Driving the city today, the changes are striking. South Park, where I spent my youth, has gone from Black ghetto to barrio, particularly that section of Manchester between Inglewood to the west and Southgate to the east. More African-Americans have settled uncomfortably in the "ghost towns" of Venice and Mar Vista, in Culver City and on the outskirts of Beverly Hills. Koreatown has extended its growth to Westlake, Wilshire Centre, Wilshire Park and Country Club Heights. In the shadow of the staggering new glitz along Hollywood and Sunset Boulevards, the once-glossy business parks eastwardly along Santa Monica are blighted. If a riot occurred today, it would not be generated by what's left of the Black portions of the city. One girlfriend summarized the obvious, after I asked her why she had relocated to Rialto.
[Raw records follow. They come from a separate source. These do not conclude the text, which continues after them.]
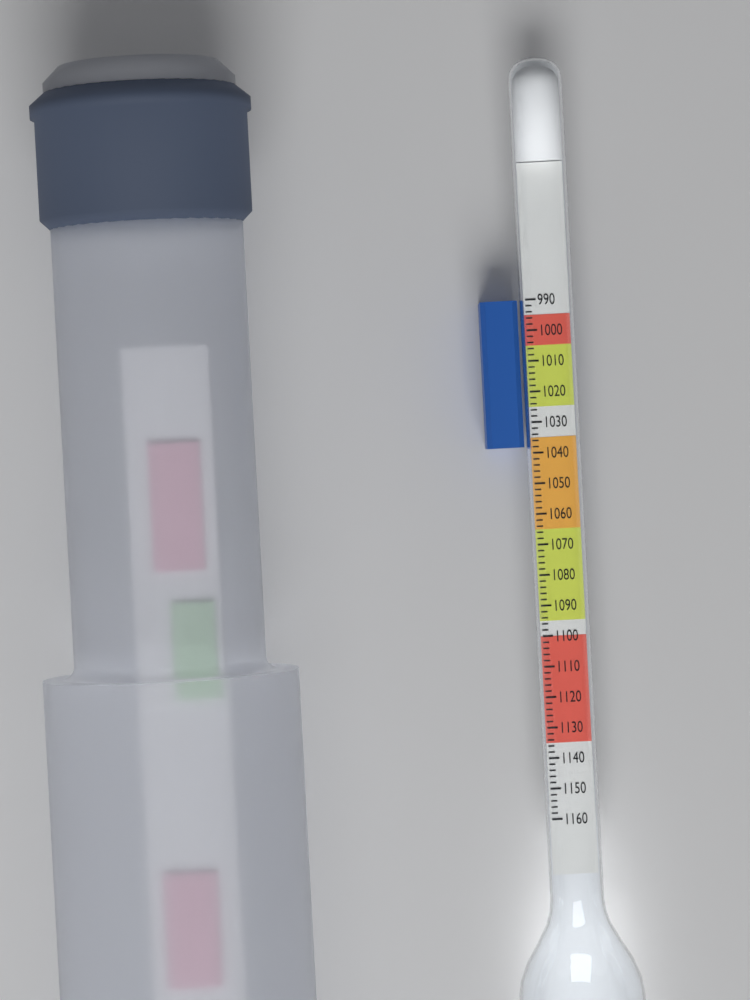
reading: 1038 (no unit)
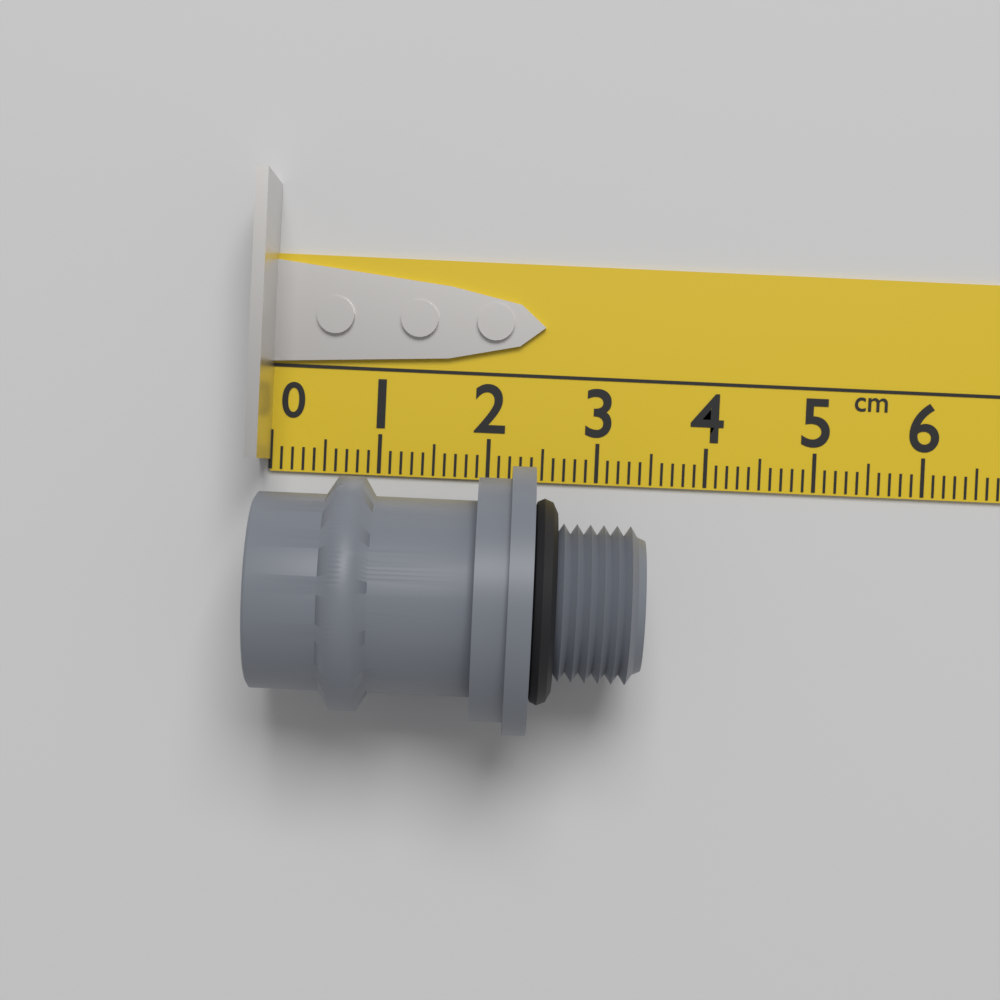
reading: 3.4 cm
"Girl," she crowed, "this here's where all the bruthas have gone."


When driving the streets of Los Angeles, I too am gone — beset by a painful sense of loss. The world I loved and lived in is vanished. The home in which my parents invested their lives is now occupied by immigrants from Mexico.  When my passenger asks "What's wrong?" I grope for an answer. It's tough to express my feelings or the thought: It didn't have to be this way. What's wrong is my internal vision of Los Angeles as I once lived it, seeing it in retrospect. Seeing the lives of its hopeful and vibrant community — lives as vibrant as those living things along that Mississippi highway, struggling to escape the oppressive circumstance of an abhorrent imbalance in nature ... reliving the lives of my Black Los Angeles, the place in which I matured between two riots — my community — smothered slowly under the kudzu of a persistent and prolific racism, West Coast style, as deadly as its empty promises of rebuilding and redress.